A reader asked:
This ask is about bullying and being an adult who kids ask for help:I know from experience that it’s important not to teach bullied kids that the way to defend themselves is to mentally place themselves as superior to the bullies, because that can crush the kid’s self-esteem later, & can so easily turn them into someone who bullies a different kid to feel better.But what should you say to support kids instead?yrs, a past bullying victim, now older & trying to support kids thru the same thing
realsocialskills said:
I think, before considerations about teaching kids who come to you for help self defense, it’s important to consider what you might be able to do to protect them. You are likely in a position to offer them material protection as well as self-defense advice. This is a situation in which actions speak louder than words.
For instance:
Can you offer bullied kids a refuge?
- If you’re a teacher in a school, can you start a lunch club or recess club where kids can eat and hang out in your classroom instead of going to the playground?
- If neighborhood kids are coming to you for help, can you make your house or yard a safe space for them to hang out in away from bullies?
If you’re an adult with some kind of power over kids (eg: a teacher, a youth group leader, etc), you might be able to make some things better by supervising things more:
- Can you pay close attention to what’s going on, and intervene when the wrong kid gets suspended?
- (You know from being bullied that the kid who gets caught often isn’t the kid who started it.
- If you pay enough attention, you might be in a position to protect the kid who is being unjustly punished.)
- Can you pay attention to when harassment and bullying rules are being broken, and enforce them? Rules can actually make a difference when they are enforced consistently.
- (For instance: if there’s a rule against touching people’s stuff without permission, can you pay attention to when kids take other people’s stuff and insist that they stop?)
If the bullies are taking or destroying the kid’s possessions in a place that’s hard to supervise, can you offer them a safe place to keep it?
- Being able to store things in a place bullies can’t get to can make a huge difference
- For instance, a kid whose science project keeps getting destroyed by bullies can complete it if teachers give her a secure space to store it and work on it
- A kid whose dolls keep getting destroyed by his brothers will probably be much more ok if an adult gives him a safe place to keep his dolls.
If the bullies are preventing the kids from eating:
- Can you provide a safe place for them to eat?
- If bullies keep taking food away from the kids who are coming to you for help, can you give them food?
- If kids need to break rules in order to eat safely, can you allow them to break the rules?
Has the kid been physically injured or threatened in a way the police might take seriously?
- Sometimes the police might take things seriously even if the school does not
- Calling the police is not always a good idea, but sometimes it is
- If calling the police might be warranted, can you offer to sit with the kid while they call the police?
- Or to call for them?
- Or to go to the police station and make a report together?
- Going to the police is a lot less scary if someone is helping you; and children are more likely to be believed if adults are backing them up
- If they have to go to court, can you offer to go along for moral support? (It makes a difference. Testifying is often terrifying and horrible and it’s not something anyone should ever have to do without support)
What else can you do?
- I don’t know you, so I don’t know what the kids coming to you need, or what you’re in a position to offer.
- But there are almost certainly things you can do that I haven’t thought of
- if you think it through, you can probably think of and do some things that materially help bullied kids.
- Actions speak louder than words. If you help protect them, you send the message that they are worth protecting.
You can also be an adult who believes them:
- Being believed about bullying is incredibly powerful
- So is listening
- Kids who are bullied often have everyone in their life try to downplay how awful it is
- If you believe them about their experiences and listen, you send the message that it matters that others are treating them badly
- And that it’s not their fault.
- And that they’re ok and the bullies are mean.
There is an emotional self-defense technique that works better than the destructive one we were taught as children. It was developed by Dave Hingsburger, and he describes it in The Are Word (a book anyone working with people who are bullied for any reason need to read.)
I wrote a post a couple of weeks ago about how it works, and I will probably do so again in the future.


WORK TO COMPLETE | Look through the material below and report every line that includes "want".

AVAILABLE RECORDS |
BEGIN

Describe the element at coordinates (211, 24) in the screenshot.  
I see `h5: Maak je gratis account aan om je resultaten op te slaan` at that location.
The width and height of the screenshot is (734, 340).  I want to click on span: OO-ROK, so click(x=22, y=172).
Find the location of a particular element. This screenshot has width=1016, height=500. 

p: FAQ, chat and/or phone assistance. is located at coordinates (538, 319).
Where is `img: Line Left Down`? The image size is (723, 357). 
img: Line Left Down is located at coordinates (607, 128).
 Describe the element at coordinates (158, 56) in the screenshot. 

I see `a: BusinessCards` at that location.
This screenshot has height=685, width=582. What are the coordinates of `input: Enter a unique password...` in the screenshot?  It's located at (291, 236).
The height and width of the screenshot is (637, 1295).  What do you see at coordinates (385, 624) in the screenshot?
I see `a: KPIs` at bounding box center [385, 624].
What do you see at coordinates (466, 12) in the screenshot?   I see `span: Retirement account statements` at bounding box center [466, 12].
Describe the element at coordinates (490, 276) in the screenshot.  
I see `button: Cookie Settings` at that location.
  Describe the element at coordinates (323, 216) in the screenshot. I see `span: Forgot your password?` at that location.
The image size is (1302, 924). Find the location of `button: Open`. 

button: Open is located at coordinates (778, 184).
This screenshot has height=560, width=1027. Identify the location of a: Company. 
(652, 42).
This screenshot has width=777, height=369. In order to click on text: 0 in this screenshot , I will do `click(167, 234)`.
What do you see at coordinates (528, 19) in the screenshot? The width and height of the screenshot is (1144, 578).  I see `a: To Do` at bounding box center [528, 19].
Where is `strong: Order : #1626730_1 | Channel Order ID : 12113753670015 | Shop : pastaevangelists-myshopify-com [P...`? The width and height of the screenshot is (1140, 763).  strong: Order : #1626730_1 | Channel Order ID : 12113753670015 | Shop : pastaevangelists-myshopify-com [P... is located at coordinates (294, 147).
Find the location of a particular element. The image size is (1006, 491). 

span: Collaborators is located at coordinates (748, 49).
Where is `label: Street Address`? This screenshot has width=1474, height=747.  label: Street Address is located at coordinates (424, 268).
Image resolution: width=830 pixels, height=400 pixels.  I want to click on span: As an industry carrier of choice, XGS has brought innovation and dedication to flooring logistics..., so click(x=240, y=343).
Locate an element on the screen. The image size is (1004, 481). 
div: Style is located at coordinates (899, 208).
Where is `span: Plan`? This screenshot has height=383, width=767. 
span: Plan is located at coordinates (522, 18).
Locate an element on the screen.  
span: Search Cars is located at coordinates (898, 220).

END

EXERCISE RESPONSE |
The width and height of the screenshot is (734, 340).  I want to click on span: OO-ROK, so click(x=22, y=172).
Image resolution: width=830 pixels, height=400 pixels.  I want to click on span: As an industry carrier of choice, XGS has brought innovation and dedication to flooring logistics..., so click(x=240, y=343).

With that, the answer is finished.